What is required: In the entries below, count every line containing "bounding". Reply with the number alone.

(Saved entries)
------------------------

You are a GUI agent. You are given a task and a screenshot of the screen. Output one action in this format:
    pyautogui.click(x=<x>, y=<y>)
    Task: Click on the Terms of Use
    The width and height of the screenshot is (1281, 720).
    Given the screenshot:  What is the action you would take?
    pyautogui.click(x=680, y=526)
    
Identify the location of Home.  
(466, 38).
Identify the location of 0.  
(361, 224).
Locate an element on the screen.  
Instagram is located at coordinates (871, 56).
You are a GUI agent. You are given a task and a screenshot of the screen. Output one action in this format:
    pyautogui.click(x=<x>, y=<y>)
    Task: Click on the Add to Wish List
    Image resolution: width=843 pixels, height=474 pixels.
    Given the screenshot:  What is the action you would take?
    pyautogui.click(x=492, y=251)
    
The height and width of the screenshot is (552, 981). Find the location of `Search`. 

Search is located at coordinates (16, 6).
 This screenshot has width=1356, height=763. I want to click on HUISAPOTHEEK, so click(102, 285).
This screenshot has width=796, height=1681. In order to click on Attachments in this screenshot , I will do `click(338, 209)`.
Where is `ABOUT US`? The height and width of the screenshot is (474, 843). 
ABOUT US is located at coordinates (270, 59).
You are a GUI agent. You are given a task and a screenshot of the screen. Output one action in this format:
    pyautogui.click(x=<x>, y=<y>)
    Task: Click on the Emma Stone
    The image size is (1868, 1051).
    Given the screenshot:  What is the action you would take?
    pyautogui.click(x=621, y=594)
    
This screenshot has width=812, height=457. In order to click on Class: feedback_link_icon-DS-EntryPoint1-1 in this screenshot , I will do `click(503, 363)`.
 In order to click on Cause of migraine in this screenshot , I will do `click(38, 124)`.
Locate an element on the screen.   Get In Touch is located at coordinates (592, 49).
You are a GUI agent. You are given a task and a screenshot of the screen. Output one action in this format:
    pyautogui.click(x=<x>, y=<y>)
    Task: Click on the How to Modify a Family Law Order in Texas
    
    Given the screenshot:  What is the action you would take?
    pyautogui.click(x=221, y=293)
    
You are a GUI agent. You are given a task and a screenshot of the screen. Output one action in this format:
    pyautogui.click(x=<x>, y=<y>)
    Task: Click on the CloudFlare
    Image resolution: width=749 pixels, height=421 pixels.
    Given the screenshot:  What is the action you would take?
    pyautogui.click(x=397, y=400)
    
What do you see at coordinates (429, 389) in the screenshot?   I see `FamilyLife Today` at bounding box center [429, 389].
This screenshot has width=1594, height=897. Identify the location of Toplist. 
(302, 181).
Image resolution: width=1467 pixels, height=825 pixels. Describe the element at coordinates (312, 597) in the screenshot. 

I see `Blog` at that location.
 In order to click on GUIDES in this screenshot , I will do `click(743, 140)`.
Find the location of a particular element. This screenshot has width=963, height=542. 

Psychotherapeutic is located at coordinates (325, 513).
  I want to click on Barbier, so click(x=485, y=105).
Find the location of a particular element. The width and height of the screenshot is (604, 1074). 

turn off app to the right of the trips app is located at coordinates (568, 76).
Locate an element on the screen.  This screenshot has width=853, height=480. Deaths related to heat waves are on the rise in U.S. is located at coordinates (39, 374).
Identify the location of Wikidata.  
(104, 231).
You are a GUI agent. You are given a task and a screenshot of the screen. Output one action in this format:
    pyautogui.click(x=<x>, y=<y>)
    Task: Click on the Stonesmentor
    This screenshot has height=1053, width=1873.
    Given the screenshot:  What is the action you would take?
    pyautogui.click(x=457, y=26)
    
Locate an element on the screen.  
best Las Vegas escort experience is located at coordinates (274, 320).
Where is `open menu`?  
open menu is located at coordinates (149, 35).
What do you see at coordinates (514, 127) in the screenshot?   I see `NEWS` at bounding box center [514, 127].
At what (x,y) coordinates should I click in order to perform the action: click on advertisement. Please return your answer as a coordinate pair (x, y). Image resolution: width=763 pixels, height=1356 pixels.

------------------------

Answer space: 2